The continued growth and success of retail media hinge on achieving measurement standardization, according to Jeffrey Bustos, vice president of measurement addressability data at the Interactive Advertising Bureau (IAB).
With that in mind, the IAB and Media Rating Council (MRC) released a new set of guidelines to standardize retail media measurement last week.
The guidelines, developed in collaboration with brands, agencies, and retail media networks (RMNs), aim to help the industry achieve comprehensive standardization, enabling the retail media channel to continue to grow.
Here are four ways that standardization may transform retail media and unlock potential growth.
Ultimately, standardization and consistency are about enabling transaction, said Ron Pinelli, senior vice president of digital research and standards and associate director at the MRC, during the IAB’s Connected Commerce event last week.
“If I’m a customer and I walk into a marketplace and I want to buy something, but everything is in five different languages, five different currencies, or even five different measurement units, I might just walk out,” he said.
The same applies to retail media. WIth an increasing number of retail media networks, each with their own platforms and set of standards, it’s difficult for brands to understand where they should put their dollars.
But with a standardized set of guidelines, everyone is on the same page, using the same language to measure performance.
Even defining very basic but common terms is necessary, said Claire Wyatt, vice president of business strategy and marketing science at Albertsons Media Collective.
“If you ask someone, ‘Give me your definition of incrementality,’ I guarantee everyone will have a slightly different answer,” Wyatt said.
Granted, flexibility is always needed in more advanced measurement methodologies, said Wyatt, but these standards increase the transparency behind how they were crafted and compile data.
“If you understand how a test and control group is created, if you understand the attribution window, if you understand any extrapolation that is happening, then you could potentially compare that more consistently across the retail media networks you’re working with,” she said.
Once brands have a consistent baseline of how they’re performing across all of the retail media networks they work with, they can then optimize their spending.
“Campaign effectiveness allows me to build and measure that campaign, know that it works, what parts of it work, what parts didn’t work, then take those learnings and figure out where I’m going to spend my next dollar and trust that those [insights] are right,” said Jill Cruz, executive vice president of commerce strategy at Publicis Groupe.
Ideally, this will drive investment back into retail media networks.
“If we’re doing our jobs well as RMNs, we are taking into account the needs of our clients, which are the brands,” said Wyatt. “When we think about standards, the hope and desire that we have is that it will increase transparency and it will help brands and the clients we partner with to be able to invest their money where it’s actually going to drive sales. And that will make it easier to invest with us.”
“Brands have been selling inside of some of these retailers for a long time. And they always had a great relationship and trust,” said Cruz.
But somewhere along the way, that relationship has grown complicated, creating tension between retailers and brands.
“[Retailers will tell brands,] ‘You need to spend,’ and brands will say, ‘But you haven’t met these standards,’ or ‘Your platform isn’t up to date,’ and it moved the focus away from moving forward and it didn’t feel collaborative [anymore],” Cruz said.
With these standards, retailers and brands can start to build that relationship back to what it used to be: a partnership.
“The phrase ‘walled garden’ is very common in our industry,” said Wyatt. “We talk about Albertsons Media Collective as being a co-op garden. If you’re a part of it, if you’re investing, you can come into the garden and understand, in a very safe, privacy-compliant way, the ultimate performance of your campaigns.”
“Retailers have fallen into being measurement organizations because of the need to demonstrate proof of performance and also because of privacy,” said Pinelli. “There’s been a period where some of the energy and competition has been focused on measurement, and that shouldn’t be the case.”
Instead, retail media networks should focus on how they can bring value to their customers (both brands and consumers) in a way that no other media channel can.
“When you’re looking at other digital media properties, the orientation of the visitor is different,” said Pinelli. “With the other properties, consumers go there to consume content, and the hope is that they will see an ad. But with retail media, they’re going to these properties to make a purchase, or to get information in order to potentially make a purchase. That alone is a differentiated value. And the ability to tie that directly to outcomes is unique to retail media.”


### Problem requirements
Please tally the lines in the material below that contain the word "label", and give the count only.

--- START ---

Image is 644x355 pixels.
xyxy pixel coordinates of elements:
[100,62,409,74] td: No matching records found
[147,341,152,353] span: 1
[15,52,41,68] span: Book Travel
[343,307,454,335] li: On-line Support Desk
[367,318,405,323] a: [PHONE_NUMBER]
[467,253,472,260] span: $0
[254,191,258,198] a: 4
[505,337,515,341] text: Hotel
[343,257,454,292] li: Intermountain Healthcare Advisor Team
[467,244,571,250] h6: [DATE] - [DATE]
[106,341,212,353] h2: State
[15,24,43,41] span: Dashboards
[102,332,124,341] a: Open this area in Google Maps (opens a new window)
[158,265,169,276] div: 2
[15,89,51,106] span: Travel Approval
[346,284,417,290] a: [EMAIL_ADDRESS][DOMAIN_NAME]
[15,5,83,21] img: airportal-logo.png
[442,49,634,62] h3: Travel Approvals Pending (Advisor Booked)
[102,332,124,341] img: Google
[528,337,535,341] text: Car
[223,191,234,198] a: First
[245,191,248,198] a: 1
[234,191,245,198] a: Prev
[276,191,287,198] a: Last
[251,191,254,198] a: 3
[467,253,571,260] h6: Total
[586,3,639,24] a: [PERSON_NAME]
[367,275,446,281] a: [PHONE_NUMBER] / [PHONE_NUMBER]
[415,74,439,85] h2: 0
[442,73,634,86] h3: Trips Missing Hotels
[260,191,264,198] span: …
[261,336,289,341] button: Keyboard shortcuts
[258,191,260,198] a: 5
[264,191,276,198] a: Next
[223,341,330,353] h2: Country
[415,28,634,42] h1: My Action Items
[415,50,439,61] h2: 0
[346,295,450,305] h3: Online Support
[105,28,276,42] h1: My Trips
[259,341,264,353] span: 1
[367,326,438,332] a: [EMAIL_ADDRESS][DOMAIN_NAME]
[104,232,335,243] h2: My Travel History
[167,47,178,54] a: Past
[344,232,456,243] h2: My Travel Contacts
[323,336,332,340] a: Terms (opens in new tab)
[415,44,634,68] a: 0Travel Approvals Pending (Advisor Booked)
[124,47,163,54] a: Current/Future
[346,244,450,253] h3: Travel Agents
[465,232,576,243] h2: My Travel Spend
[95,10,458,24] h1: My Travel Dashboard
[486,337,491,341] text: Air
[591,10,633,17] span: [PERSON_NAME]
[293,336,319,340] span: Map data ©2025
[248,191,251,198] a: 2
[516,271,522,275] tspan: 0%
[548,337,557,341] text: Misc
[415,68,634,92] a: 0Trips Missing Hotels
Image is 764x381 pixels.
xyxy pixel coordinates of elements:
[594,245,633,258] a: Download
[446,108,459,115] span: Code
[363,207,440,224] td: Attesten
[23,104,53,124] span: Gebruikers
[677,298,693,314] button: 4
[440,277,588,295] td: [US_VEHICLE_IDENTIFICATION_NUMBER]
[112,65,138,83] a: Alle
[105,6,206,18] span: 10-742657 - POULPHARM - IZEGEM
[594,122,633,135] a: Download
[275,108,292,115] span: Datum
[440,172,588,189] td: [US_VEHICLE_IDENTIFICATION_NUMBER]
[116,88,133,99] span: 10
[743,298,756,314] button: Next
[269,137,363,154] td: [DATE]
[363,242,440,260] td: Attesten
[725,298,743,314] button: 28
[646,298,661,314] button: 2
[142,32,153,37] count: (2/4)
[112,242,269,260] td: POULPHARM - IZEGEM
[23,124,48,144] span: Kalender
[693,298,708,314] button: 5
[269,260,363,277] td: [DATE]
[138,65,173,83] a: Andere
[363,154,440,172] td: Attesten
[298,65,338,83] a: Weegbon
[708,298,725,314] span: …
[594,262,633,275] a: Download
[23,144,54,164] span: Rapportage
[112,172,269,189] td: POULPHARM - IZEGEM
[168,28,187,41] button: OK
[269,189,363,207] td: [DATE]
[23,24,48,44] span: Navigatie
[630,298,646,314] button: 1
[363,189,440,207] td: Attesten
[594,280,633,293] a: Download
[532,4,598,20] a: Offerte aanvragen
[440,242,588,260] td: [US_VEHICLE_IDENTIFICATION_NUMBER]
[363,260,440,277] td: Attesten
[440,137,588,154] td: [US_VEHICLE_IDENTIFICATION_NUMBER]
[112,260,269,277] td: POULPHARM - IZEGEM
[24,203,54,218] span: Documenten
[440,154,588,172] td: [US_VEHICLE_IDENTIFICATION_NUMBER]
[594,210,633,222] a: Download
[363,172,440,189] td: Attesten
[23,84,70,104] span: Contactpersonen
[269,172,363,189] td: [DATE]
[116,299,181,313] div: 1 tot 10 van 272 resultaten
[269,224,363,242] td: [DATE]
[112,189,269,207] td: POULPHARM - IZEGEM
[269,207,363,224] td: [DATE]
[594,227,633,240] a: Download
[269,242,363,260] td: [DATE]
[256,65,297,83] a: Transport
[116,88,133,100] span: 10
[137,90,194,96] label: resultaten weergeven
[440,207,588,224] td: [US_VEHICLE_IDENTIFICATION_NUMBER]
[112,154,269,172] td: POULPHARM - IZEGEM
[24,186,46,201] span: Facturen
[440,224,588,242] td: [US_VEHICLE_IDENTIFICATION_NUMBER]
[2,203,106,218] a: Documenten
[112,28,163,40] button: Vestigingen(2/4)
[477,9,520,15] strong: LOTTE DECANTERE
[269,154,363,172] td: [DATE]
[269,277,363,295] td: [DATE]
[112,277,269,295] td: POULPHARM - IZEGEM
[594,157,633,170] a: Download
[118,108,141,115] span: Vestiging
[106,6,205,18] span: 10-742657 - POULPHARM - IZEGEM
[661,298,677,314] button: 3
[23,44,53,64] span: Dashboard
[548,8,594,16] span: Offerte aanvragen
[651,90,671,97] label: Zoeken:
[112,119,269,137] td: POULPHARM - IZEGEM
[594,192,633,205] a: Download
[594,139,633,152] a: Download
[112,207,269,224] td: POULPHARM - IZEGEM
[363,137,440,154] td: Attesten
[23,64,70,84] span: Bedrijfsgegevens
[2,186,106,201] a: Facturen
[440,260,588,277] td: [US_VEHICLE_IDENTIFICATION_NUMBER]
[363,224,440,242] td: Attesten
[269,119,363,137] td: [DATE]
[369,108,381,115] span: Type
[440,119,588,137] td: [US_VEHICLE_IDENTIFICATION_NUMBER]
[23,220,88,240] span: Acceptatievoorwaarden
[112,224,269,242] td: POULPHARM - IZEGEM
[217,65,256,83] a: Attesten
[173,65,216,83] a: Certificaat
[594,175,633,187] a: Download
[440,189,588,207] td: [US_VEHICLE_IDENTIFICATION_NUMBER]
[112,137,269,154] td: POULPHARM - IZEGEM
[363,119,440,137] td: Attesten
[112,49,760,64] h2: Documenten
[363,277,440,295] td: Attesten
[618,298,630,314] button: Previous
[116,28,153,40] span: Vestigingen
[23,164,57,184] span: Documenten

--- END ---

### Reply
2